I can't speak from personal experience with the adult division of HarperCollins, and I've read only one in-depth article on this controversy. But I'll offer my opinion for what it's worth.
There seem to be two separate issues. One is the claim that HC and Jessica Seinfeld stole the idea for the book from Lupine. This is at least debatable, as far as I can tell. As I note in my book, extremely similar ideas for books can (and DO) appear in the minds of different individuals. The fact that Lupine submitted her manuscript to HC does not prove that HC took the idea from her and gave it to Seinfeld--I'd want to see some evidence beyond the circumstantial. In this case, as the parent of a six-year-old and therefore fairly in touch with the books and other products with which parents are bombarded, I don't think it's at all unlikely for two authors to independently come up with the idea for a cookbook with cunningly disguised healthy recipes for children.

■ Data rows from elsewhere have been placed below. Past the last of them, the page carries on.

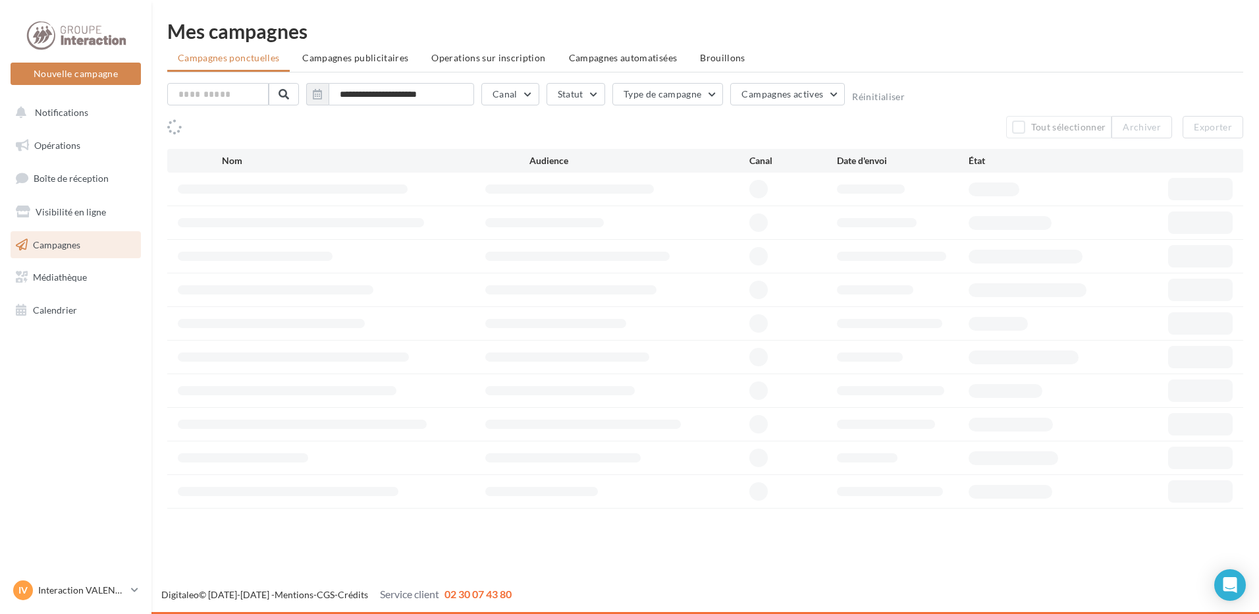 The height and width of the screenshot is (614, 1259). What do you see at coordinates (1230, 585) in the screenshot?
I see `div: Open Intercom Messenger` at bounding box center [1230, 585].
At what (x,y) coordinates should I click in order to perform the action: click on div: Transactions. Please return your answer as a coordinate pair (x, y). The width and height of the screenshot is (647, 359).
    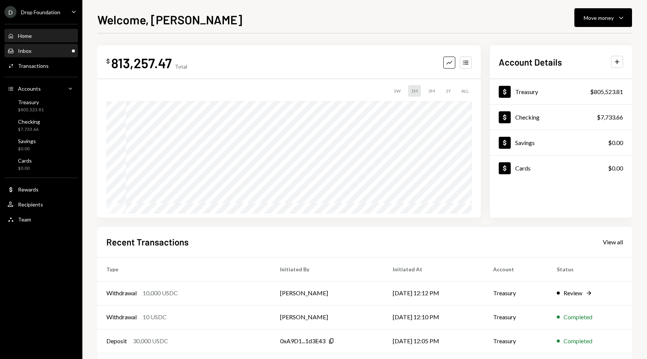
    Looking at the image, I should click on (33, 66).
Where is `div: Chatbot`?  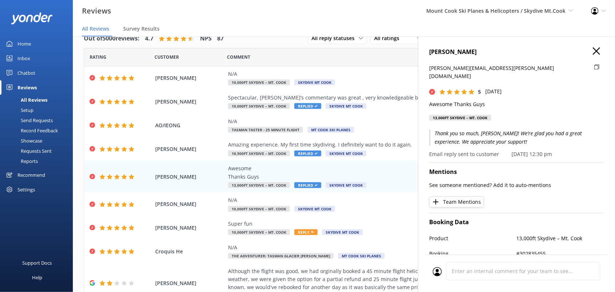 div: Chatbot is located at coordinates (26, 73).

The second issue is that some of the recipes appear to be very similar. This doesn't seem to me to prove anything. From what I've read, there are recipes in both books that are not only similar to each other but to recipes that can be found floating around on the Web. So perhaps the scandal is that BOTH of these authors didn't come up with hundreds of completely original recipes! Actually, I don't think that should be considered a scandal. Many cookbooks do draw on existing recipes, and in this case both books may have drawn on the same ones, a circumstance which the fans of Ms. Lupine's book, who kicked off the scandal by comparing recipes, did not seem to be aware of. Keep in mind that recipes are a very difficult kind of material if you want to determine "ownership" of copyrightable content. As I understand it, the Copyright Office doesn't consider the ingredients of a recipe to BE copyrightable--only the other writing the author does.
So, I don't think that there was any stealing here, either of the idea or of specific recipes. And if what I say above does not convince you, then here is one further point, and a suggestion. In the article you cite, the timeline of events itself has some compelling evidence, at least from my insider's perspective. Ms. Lupine originally submitted a partial manuscript to HC in February of last year. In June, Ms. Seinfeld's book was acquired by HC in an AUCTION. The idea that HC would somehow feed the idea and some recipes to Seinfeld, who was then able to develop it into a complete manuscript in only four months, is unlikely (I found a blog that further develops this thought, so I won't). But here's the kicker: That HC would do something so underhanded AND allow the book to go to an auction, in which they had to bid against other houses to acquire this book that they had handed to Seinfeld, is absurd. If they are going to be so unethical as to hand her the project, wouldn't they insist on locking it up from the beginning? That doesn't make sense.
And here's the suggestion: Please take a look at some of the more recent articles about the issue--the one that you linked is, I think, one of the first, and the reporting since then has developed the story a bit.
Hope that helps, and thanks for writing. You helped me clarify my own thinking on this.